[Records from a data source]
•••••
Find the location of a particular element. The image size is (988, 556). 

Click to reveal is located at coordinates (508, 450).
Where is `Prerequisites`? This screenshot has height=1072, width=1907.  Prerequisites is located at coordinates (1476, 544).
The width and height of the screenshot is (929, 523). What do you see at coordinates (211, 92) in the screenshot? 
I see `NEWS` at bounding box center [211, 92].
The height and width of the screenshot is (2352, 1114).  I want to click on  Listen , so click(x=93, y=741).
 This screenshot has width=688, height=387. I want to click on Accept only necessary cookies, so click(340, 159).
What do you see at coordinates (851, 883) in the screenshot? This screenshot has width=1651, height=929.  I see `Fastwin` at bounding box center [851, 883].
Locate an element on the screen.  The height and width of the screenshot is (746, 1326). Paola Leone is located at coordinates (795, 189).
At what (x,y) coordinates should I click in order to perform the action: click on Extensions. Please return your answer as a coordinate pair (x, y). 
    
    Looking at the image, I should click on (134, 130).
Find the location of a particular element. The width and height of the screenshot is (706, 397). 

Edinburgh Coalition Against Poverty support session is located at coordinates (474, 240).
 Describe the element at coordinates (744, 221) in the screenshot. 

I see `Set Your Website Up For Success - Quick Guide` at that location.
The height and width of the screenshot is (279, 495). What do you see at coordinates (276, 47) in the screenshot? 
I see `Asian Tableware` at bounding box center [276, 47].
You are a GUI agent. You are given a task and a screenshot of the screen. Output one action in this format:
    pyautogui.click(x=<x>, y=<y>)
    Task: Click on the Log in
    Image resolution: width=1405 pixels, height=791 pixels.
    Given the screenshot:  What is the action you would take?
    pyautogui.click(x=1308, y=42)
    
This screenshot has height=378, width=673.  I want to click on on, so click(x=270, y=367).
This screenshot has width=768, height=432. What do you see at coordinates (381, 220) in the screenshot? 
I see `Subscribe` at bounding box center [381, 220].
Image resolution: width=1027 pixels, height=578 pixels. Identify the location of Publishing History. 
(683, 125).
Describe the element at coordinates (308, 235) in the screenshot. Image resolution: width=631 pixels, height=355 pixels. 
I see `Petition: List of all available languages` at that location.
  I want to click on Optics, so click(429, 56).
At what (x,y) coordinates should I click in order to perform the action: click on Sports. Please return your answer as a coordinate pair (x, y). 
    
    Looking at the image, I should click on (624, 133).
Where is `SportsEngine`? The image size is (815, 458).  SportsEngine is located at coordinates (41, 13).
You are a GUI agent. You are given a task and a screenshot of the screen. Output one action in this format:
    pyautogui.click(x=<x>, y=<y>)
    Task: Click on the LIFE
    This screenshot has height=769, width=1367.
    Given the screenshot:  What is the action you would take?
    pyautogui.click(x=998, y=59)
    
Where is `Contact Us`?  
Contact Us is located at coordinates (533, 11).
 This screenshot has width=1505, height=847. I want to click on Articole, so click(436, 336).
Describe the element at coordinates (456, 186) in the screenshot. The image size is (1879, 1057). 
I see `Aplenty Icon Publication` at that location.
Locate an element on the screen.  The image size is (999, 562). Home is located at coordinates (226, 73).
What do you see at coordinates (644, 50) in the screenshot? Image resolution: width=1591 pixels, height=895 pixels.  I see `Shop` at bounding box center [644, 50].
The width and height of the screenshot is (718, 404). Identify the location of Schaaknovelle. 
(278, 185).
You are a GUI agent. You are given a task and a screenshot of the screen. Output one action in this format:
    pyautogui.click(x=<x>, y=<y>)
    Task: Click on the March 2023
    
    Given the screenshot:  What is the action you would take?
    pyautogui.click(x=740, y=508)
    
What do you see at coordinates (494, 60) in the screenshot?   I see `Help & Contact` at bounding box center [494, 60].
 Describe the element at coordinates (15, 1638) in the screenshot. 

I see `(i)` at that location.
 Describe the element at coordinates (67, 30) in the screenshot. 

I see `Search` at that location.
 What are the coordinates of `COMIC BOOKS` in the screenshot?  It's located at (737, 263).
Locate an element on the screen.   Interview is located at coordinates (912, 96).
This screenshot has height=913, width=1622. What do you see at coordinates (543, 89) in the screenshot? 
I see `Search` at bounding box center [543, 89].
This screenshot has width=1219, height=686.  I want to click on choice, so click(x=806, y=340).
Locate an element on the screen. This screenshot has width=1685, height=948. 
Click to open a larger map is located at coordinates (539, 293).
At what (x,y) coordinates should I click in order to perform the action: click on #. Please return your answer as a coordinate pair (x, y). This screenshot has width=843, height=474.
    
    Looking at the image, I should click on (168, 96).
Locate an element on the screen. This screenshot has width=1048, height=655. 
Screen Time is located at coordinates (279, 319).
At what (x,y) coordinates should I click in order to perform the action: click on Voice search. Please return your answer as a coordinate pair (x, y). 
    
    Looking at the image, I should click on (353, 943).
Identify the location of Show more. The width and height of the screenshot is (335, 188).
•••••
» PROBLEM STATEMENT
Write the records out in full, exactly as they read above.

» WRITTEN SOLUTION
Find the location of a particular element. The image size is (988, 556). 

Click to reveal is located at coordinates (508, 450).
Where is `Prerequisites`? This screenshot has height=1072, width=1907.  Prerequisites is located at coordinates (1476, 544).
The width and height of the screenshot is (929, 523). What do you see at coordinates (211, 92) in the screenshot? 
I see `NEWS` at bounding box center [211, 92].
The height and width of the screenshot is (2352, 1114).  I want to click on  Listen , so click(x=93, y=741).
 This screenshot has width=688, height=387. I want to click on Accept only necessary cookies, so click(340, 159).
What do you see at coordinates (851, 883) in the screenshot? This screenshot has width=1651, height=929.  I see `Fastwin` at bounding box center [851, 883].
Locate an element on the screen.  The height and width of the screenshot is (746, 1326). Paola Leone is located at coordinates (795, 189).
At what (x,y) coordinates should I click in order to perform the action: click on Extensions. Please return your answer as a coordinate pair (x, y). 
    
    Looking at the image, I should click on (134, 130).
Find the location of a particular element. The width and height of the screenshot is (706, 397). 

Edinburgh Coalition Against Poverty support session is located at coordinates (474, 240).
 Describe the element at coordinates (744, 221) in the screenshot. 

I see `Set Your Website Up For Success - Quick Guide` at that location.
The height and width of the screenshot is (279, 495). What do you see at coordinates (276, 47) in the screenshot? 
I see `Asian Tableware` at bounding box center [276, 47].
You are a GUI agent. You are given a task and a screenshot of the screen. Output one action in this format:
    pyautogui.click(x=<x>, y=<y>)
    Task: Click on the Log in
    Image resolution: width=1405 pixels, height=791 pixels.
    Given the screenshot:  What is the action you would take?
    pyautogui.click(x=1308, y=42)
    
This screenshot has height=378, width=673.  I want to click on on, so click(x=270, y=367).
This screenshot has width=768, height=432. What do you see at coordinates (381, 220) in the screenshot? 
I see `Subscribe` at bounding box center [381, 220].
Image resolution: width=1027 pixels, height=578 pixels. Identify the location of Publishing History. 
(683, 125).
Describe the element at coordinates (308, 235) in the screenshot. Image resolution: width=631 pixels, height=355 pixels. 
I see `Petition: List of all available languages` at that location.
  I want to click on Optics, so click(429, 56).
At what (x,y) coordinates should I click in order to perform the action: click on Sports. Please return your answer as a coordinate pair (x, y). 
    
    Looking at the image, I should click on (624, 133).
Where is `SportsEngine`? The image size is (815, 458).  SportsEngine is located at coordinates (41, 13).
You are a GUI agent. You are given a task and a screenshot of the screen. Output one action in this format:
    pyautogui.click(x=<x>, y=<y>)
    Task: Click on the LIFE
    This screenshot has height=769, width=1367.
    Given the screenshot:  What is the action you would take?
    pyautogui.click(x=998, y=59)
    
Where is `Contact Us`?  
Contact Us is located at coordinates (533, 11).
 This screenshot has width=1505, height=847. I want to click on Articole, so click(436, 336).
Describe the element at coordinates (456, 186) in the screenshot. The image size is (1879, 1057). 
I see `Aplenty Icon Publication` at that location.
Locate an element on the screen.  The image size is (999, 562). Home is located at coordinates (226, 73).
What do you see at coordinates (644, 50) in the screenshot? Image resolution: width=1591 pixels, height=895 pixels.  I see `Shop` at bounding box center [644, 50].
The width and height of the screenshot is (718, 404). Identify the location of Schaaknovelle. 
(278, 185).
You are a GUI agent. You are given a task and a screenshot of the screen. Output one action in this format:
    pyautogui.click(x=<x>, y=<y>)
    Task: Click on the March 2023
    
    Given the screenshot:  What is the action you would take?
    pyautogui.click(x=740, y=508)
    
What do you see at coordinates (494, 60) in the screenshot?   I see `Help & Contact` at bounding box center [494, 60].
 Describe the element at coordinates (15, 1638) in the screenshot. 

I see `(i)` at that location.
 Describe the element at coordinates (67, 30) in the screenshot. 

I see `Search` at that location.
 What are the coordinates of `COMIC BOOKS` in the screenshot?  It's located at (737, 263).
Locate an element on the screen.   Interview is located at coordinates (912, 96).
This screenshot has height=913, width=1622. What do you see at coordinates (543, 89) in the screenshot? 
I see `Search` at bounding box center [543, 89].
This screenshot has width=1219, height=686.  I want to click on choice, so click(x=806, y=340).
Locate an element on the screen. This screenshot has width=1685, height=948. 
Click to open a larger map is located at coordinates (539, 293).
At what (x,y) coordinates should I click in order to perform the action: click on #. Please return your answer as a coordinate pair (x, y). This screenshot has width=843, height=474.
    
    Looking at the image, I should click on (168, 96).
Locate an element on the screen. This screenshot has width=1048, height=655. 
Screen Time is located at coordinates (279, 319).
At what (x,y) coordinates should I click in order to perform the action: click on Voice search. Please return your answer as a coordinate pair (x, y). 
    
    Looking at the image, I should click on (353, 943).
Identify the location of Show more. The width and height of the screenshot is (335, 188).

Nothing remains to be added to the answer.